If anyone has any questions on the premise of the title feel free to ask here or PM me and I'll try and answer as best I can.
Anyway here's the post:
Posting this here because MH was the place I first started really looking into nutrition. I remember the threads talking about counting calories and WANE GAIN MAINTAIN calculations. BMR rates and Harris Benedict formula. I've used all of those and even had success doing so.
Now I'm starting to read more about calories not mattering much.
I'm reading Gary Taubes' book Why we get fat and what to do about it. Pretty compelling stuff. Here he is in an interview:
http://www.youtube.com/watch?v=l59YyXpCT1M
The bullet points:
- We dont get fat because we eat more. We eat more because we get fat.
- Calories in and out is largely irrelevant.
- Insulin secretion makes us fat.

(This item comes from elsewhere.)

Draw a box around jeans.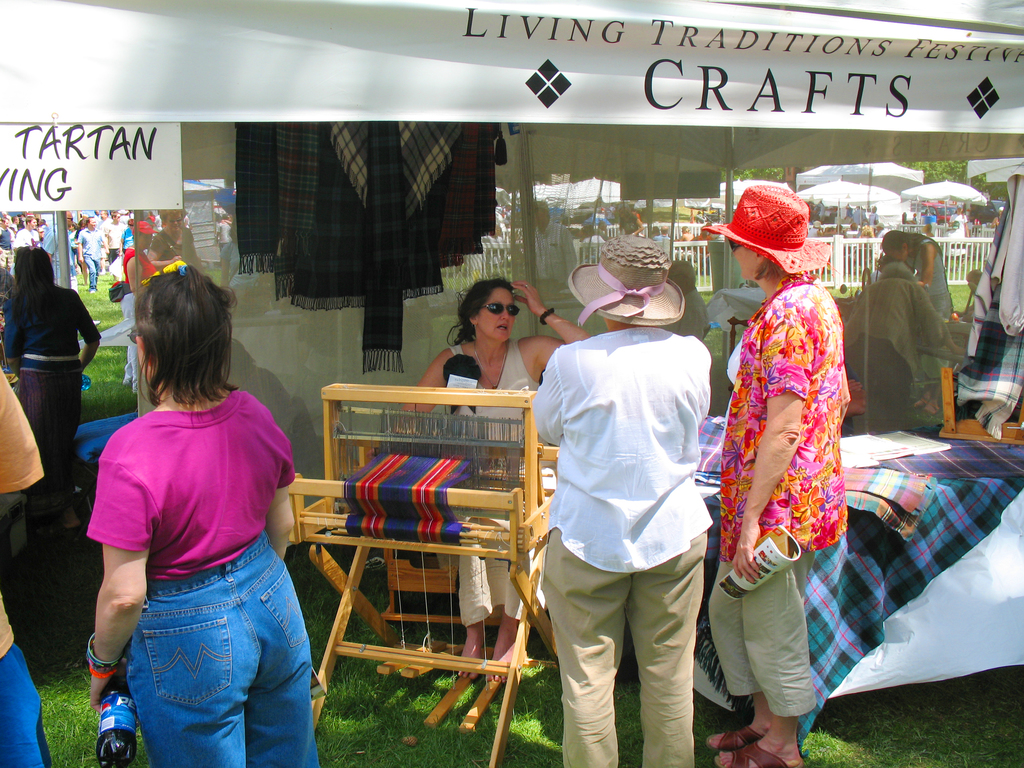
x1=140 y1=524 x2=321 y2=767.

Carbs make us secrete insulin.
- Remove carbs (sugars, grains etc) from your diet and replace it with fat.
Good 3 minute summary of this:
http://www.youtube.com/watch?v=mNYlIcXynwE
***EDIT***
FAQ:
If I ate a million calories of lean protein or whatever you want me to eat, wouldn't I'd get fat? So it does matter!

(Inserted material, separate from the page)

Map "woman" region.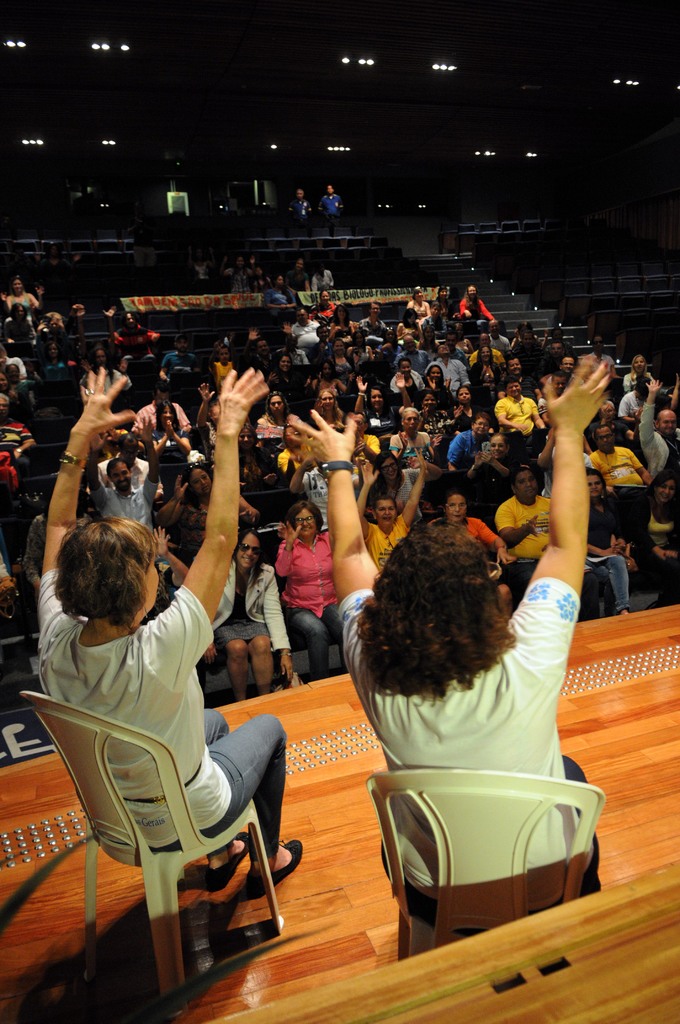
Mapped to bbox(308, 391, 346, 431).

The argument is calories restriction may work, but not well. The weight is often regained quickly, difficult to maintain the restriction, other methods work better.
What about cultures that eat a lot of carbs? Like Asian cultures who eat a lot of rice?
28:15 into the video I posted he addresses this:
http://youtu.be/l59YyXpCT1M?t=28m15s
Basically he says the low sugar intake is the big distinguisher.
Aren't the studies on this incomplete, too short, and generally not 100% conclusive?
Around 39:15 into the video he talks about the need for more study. The whole point is to address what we do know and how it applies to what we eat:
http://youtu.be/l59YyXpCT1M?t=39m15s
How can you say no exercise and eating too much wont make you fat? If I ate too much... actually check that, I DO eat too much and dont exercise, I am indeed fat. OR I exercise and watch my portion size, which includes grains, and I have a six pack.
The point of the discussion is that our relatively recent issue with obesity is not about eating more and exercising less. In fact studies have shown those variables are less a factor than you'd imagine. We (generically) are getting fatter, in the US and elsewhere. Not by a little, and not over a long period of time. It's not that we are suddenly doing less, exercising less, or eating more calories. It's that what we are eating is making us fatter.